The need to redress the balance was the major impetus for this
book. Kelly offers a clinical paradigm for the personality
assessment of abused or traumatized children via projective
instruments--the TAT and Rorschach--and shows how various
projective measures and indices can be utilized as sensitive
barometers of changes in self, object, and ego functioning
following therapeutic interventions and other corrective
experiences. But further, integrating the tenets of trauma theory
and those of psychoanalytic theory, he sets this clinical paradigm
in a meaningful theoretical context, and draws on both theory and
clinical experience to develop a comprehensive psychological
composite of the child who has been maltreated. Part I provides an
overview of theoretical models relevant to the assessment and
diagnosis of the maltreated child. Contemporary psychoanalytic
theory serves as one frame and is discussed first, with particular
emphasis on object relations and ego functions. Equal attention is
devoted to developmental psychology as another frame. Part II
reviews relevant research. The Mutality of Autonomy Scale (MOA) and
the Social Cognition and Object Relations Scale (SCORS) are
introduced as examples of reliable and valid instruments readily
employed to assess the impact of abuse or trauma on a child's
object relations functioning. Additional Rorschach
indices--boundary disturbance measures, thought disorder indices,
trauma markers, and defensive functions measures--are discussed as
measures of the impact on different facets of ego functioning.
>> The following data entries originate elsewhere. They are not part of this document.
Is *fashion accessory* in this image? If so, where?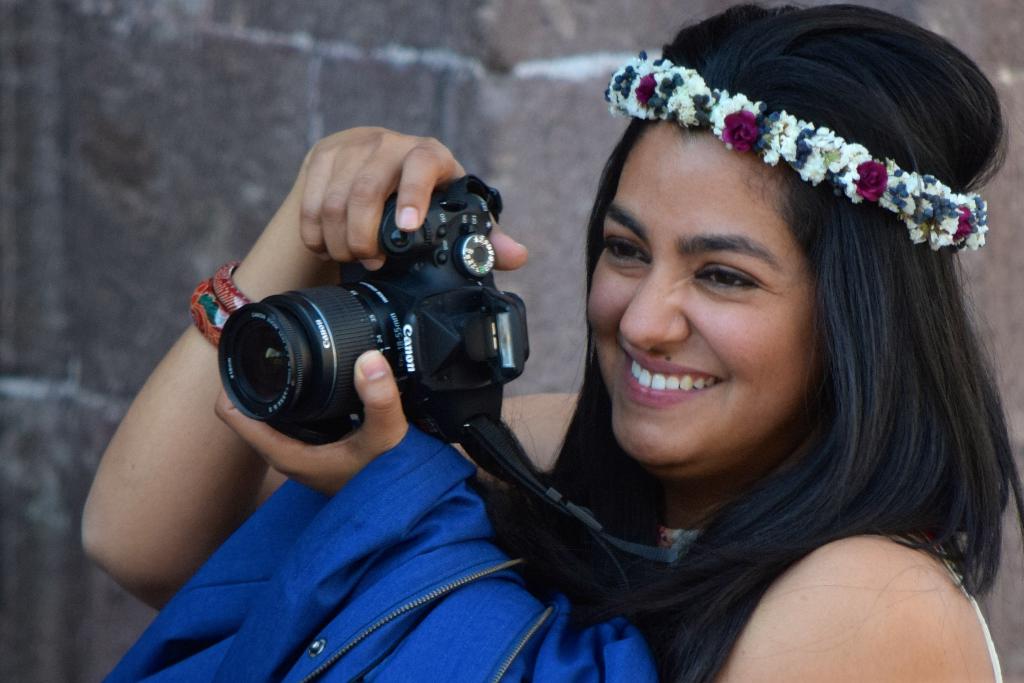
Yes, at bbox=(604, 47, 989, 249).
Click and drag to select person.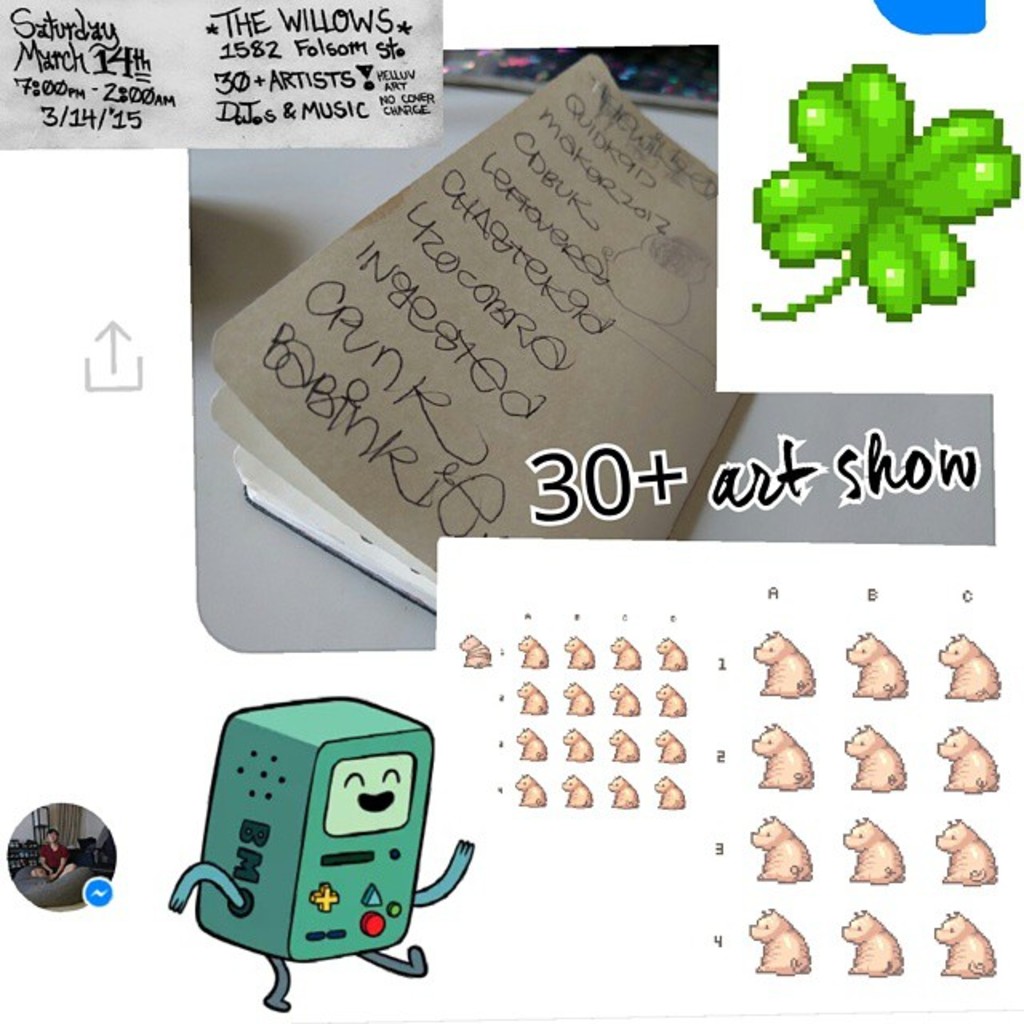
Selection: bbox=[30, 822, 74, 886].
These various projective measures can be utilized as sensitive
barometers of changes in self, object, and ego functioning
following therapeutic interventions and other corrective
experiences. Part III includes a variety of extended clinical
illustrations. Seven cases of boys and girls subjected to varying
degrees of abuse and trauma are presented to demonstrate the
clinical utility of projective material for assessment, diagnosis,
and treatment planning. For the clinician who takes the
idiographical-phenomenological approach, appropriate given the
uniqueness of each situation of abuse or trauma and the frequent
brevity and barrenness of the protocol, such material can open a
window onto a rich vista of the child's psychological terrain. The
resulting map can point the way to wise decisions about type,
timing, and level of therapeutic intervention, the resolution of
such process issues as transference and countertransference, plus
additional questions. Two cases of adult women who were abused as
children and find themselves continuing to struggle with enduring
unresolved issues vis a vis their own children are also presented.
These cases underscore the value of TAT and Rorschach material, and
object relations measures, in assessing and understanding the
abusive and potentially abusive parent.